There is no getting round the prescriptive element in any adult/child engagement with literature, because its roots will nearly always lie in adult nostalgia, the grown-up seeking to recreate an experience which may have its origins in books but frequently transcends the confines of literature altogether. I remember Auberon Waugh once explaining how his father, very keen on the idea of reading aloud to a captive audience, used regularly to regale his brood with selections from Richard Jeffries' Bevis, the Story of a Boy (1882), a fine old Victorian anachronism that produced yawns all round. Evelyn, delighted with it as a pre-Great War schoolboy, merely assumed that the torch could be endlessly handed on.

In much the same way, none of my children could ever be got to take any interest in Richmal Crompton's Just William or Enid Blyton's Famous Five series, which feature here. It is not that the social settings and the behavioural assumptions have changed and that the monocultural plinth on which they rested has been blown into fragments, simply that the circumlocutions - the three pages of banter that precede William's owning up about the smashed window, the Blyton children's stylised chat – have begun to grate.

On the other hand, I have yet to meet a 21st-century child who didn't like Beatrix Potter: elemental artistry, you see, an immensely pointed wit peering out from beneath the surface archness, terrific economy of style, and, whenever Mr Tod or Samuel Whiskers slink on to the scene, a whiff of the genuinely sinister. The same point could be made of Laura Ingalls Wilder's run of Little House books. The setting might be post-bellum Dakota, and the attitudes to subjugated native races a touch unreconstructed ("Ma hated Indians" etc) but as Francis Spufford demonstrates in his wonderful The Child That Books Built, the moral dilemmas invoked – is it fair that the storekeeper in The Long Winter should try to make a killing out of wheat that Almanzo Wilder and Cap Garland have risked their lives for when everyone is starving? – have a universal force.

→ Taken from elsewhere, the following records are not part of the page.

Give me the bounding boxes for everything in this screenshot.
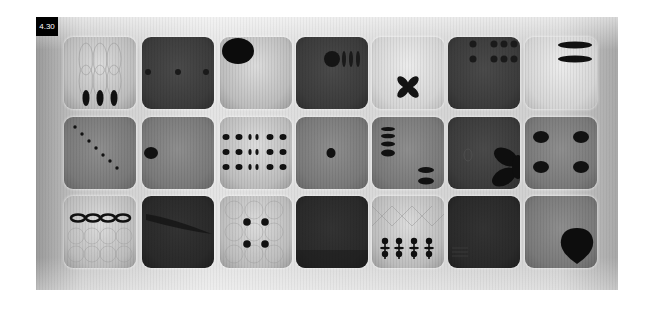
plain-dark-icon [296,196,368,268]
figures-icon [372,196,444,268]
three-ellipses-icon [64,37,136,109]
tile-r1-c3 [220,37,292,109]
tile-r3-c3 [220,196,292,268]
four-ellipses-icon [525,117,597,189]
large-ellipse-icon [220,37,292,109]
tile-r1-c5 [372,37,444,109]
diagonal-dots-icon [64,117,136,189]
tile-r2-c1 [64,117,136,189]
tile-r2-c7 [525,117,597,189]
teardrop-icon [525,196,597,268]
ellipse-stack-icon [372,117,444,189]
diagonal-streak-icon [142,196,214,268]
four-dots-icon [220,196,292,268]
tile-r1-c2 [142,37,214,109]
tile-r2-c3 [220,117,292,189]
tile-r1-c4 [296,37,368,109]
figure-label: 4.30 [36,17,58,36]
chain-ellipses-icon [64,196,136,268]
tile-r1-c6 [448,37,520,109]
tile-r3-c6 [448,196,520,268]
single-ellipse-icon [142,117,214,189]
faint-lines-icon [448,196,520,268]
two-ellipses-icon [525,37,597,109]
circle-bars-icon [296,37,368,109]
tile-r1-c7 [525,37,597,109]
tile-r2-c4 [296,117,368,189]
dot-grid-icon [220,117,292,189]
three-dots-icon [142,37,214,109]
tile-r3-c5 [372,196,444,268]
cross-icon [372,37,444,109]
tile-r3-c2 [142,196,214,268]
tile-r3-c1 [64,196,136,268]
tile-r3-c4 [296,196,368,268]
tile-r2-c6 [448,117,520,189]
tile-r2-c5 [372,117,444,189]
tile-r2-c2 [142,117,214,189]
dot-rows-icon [448,37,520,109]
center-dot-icon [296,117,368,189]
tile-r1-c1 [64,37,136,109]
tile-r3-c7 [525,196,597,268]
propeller-icon [448,117,520,189]
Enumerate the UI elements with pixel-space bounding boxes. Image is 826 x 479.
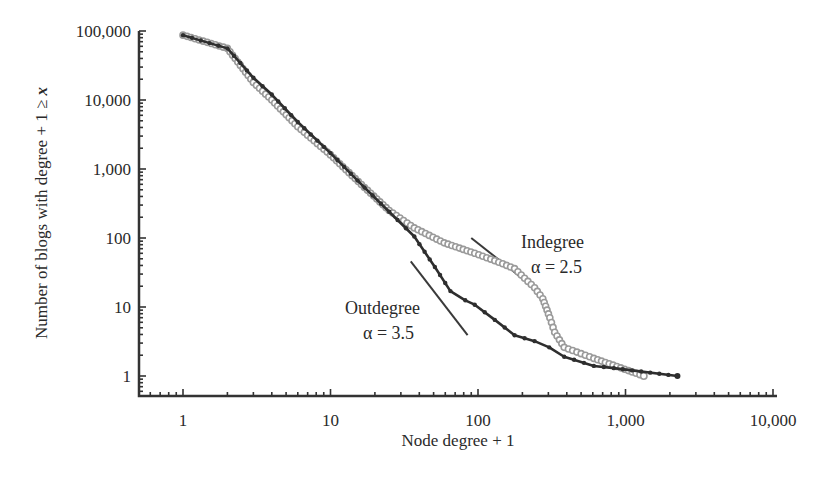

Going back to the laureates' "Best of", it would a splendid idea if this theory of superannuation could be tested out by way of some sales figures confirming which titles go down best. Meanwhile, there is a keen pleasure in the thought of Noel Streatfield and TH White crowding out a series of bookshop tables usually given over to little books of farting, full-frontal snogs and exploding underpants. And there I am again, making that fatal grown-up's mistake of trying to impose my tastes on younger readers, rather than encouraging them to work out what they like for themselves. One of the great unwritten rules of parenthood, 16 years' experience of that state insists, is that no child ever read a novel because the twinkly-eyed opinion former by the bookcase told them that they ought to.